[Opening EXERCISE DATA section]

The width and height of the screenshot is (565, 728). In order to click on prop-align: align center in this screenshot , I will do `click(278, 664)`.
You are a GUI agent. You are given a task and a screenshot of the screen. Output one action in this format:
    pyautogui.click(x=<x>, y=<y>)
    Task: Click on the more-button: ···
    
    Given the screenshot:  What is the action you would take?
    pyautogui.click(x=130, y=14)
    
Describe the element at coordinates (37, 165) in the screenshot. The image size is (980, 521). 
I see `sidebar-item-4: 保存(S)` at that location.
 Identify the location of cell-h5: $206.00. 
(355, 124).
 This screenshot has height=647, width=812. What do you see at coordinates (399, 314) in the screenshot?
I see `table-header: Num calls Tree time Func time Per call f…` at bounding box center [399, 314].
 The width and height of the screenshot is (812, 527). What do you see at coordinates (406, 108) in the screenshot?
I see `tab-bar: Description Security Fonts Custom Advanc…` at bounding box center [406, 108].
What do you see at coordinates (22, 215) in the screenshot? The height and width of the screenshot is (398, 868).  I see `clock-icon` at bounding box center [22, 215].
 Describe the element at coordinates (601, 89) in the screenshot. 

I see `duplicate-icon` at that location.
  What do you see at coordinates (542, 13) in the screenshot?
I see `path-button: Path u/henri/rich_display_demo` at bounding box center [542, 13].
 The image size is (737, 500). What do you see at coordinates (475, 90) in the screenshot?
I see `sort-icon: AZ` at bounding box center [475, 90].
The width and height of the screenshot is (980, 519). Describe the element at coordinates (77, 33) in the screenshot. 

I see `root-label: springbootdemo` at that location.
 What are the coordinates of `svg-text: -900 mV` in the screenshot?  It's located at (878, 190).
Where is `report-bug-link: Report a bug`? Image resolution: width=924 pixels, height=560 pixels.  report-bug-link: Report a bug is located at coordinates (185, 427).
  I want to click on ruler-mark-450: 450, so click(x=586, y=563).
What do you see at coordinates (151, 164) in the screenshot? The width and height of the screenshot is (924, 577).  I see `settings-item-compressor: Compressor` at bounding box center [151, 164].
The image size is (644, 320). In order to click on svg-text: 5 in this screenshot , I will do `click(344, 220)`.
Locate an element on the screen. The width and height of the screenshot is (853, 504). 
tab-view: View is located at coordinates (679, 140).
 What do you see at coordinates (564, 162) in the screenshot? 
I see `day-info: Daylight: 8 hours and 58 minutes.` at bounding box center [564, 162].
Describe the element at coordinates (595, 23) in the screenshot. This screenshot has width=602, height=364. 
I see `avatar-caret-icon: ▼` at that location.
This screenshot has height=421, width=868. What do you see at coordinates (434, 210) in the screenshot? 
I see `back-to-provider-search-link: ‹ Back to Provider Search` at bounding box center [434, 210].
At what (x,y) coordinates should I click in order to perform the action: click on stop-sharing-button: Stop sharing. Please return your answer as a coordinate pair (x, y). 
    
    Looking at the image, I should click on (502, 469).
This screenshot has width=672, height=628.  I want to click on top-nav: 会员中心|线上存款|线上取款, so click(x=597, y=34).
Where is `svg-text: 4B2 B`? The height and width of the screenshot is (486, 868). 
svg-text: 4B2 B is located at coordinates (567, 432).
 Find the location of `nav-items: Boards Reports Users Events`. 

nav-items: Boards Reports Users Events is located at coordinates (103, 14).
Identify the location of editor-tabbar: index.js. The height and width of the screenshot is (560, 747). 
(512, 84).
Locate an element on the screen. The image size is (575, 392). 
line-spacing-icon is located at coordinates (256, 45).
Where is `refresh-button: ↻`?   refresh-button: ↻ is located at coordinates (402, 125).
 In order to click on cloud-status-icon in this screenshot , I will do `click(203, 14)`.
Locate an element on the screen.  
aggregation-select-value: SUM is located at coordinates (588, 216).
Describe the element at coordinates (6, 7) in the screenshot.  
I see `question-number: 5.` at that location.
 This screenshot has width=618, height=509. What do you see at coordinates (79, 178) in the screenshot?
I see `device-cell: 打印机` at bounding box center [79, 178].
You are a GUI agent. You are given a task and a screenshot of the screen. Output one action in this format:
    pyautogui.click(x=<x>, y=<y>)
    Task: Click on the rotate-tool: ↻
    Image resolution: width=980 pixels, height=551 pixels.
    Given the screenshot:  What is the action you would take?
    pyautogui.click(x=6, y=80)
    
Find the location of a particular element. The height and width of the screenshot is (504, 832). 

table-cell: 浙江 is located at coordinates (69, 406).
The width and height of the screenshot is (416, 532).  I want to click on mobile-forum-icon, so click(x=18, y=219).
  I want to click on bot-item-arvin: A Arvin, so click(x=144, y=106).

[Closing EXERCISE DATA section]

→ **PROBLEM TO WORK ON**
Go through the records above, find every line with the word "will", and list those lines.

→ **RESPONSE TO THIS EXERCISE**
The width and height of the screenshot is (565, 728). In order to click on prop-align: align center in this screenshot , I will do `click(278, 664)`.
The image size is (644, 320). In order to click on svg-text: 5 in this screenshot , I will do `click(344, 220)`.
 In order to click on cloud-status-icon in this screenshot , I will do `click(203, 14)`.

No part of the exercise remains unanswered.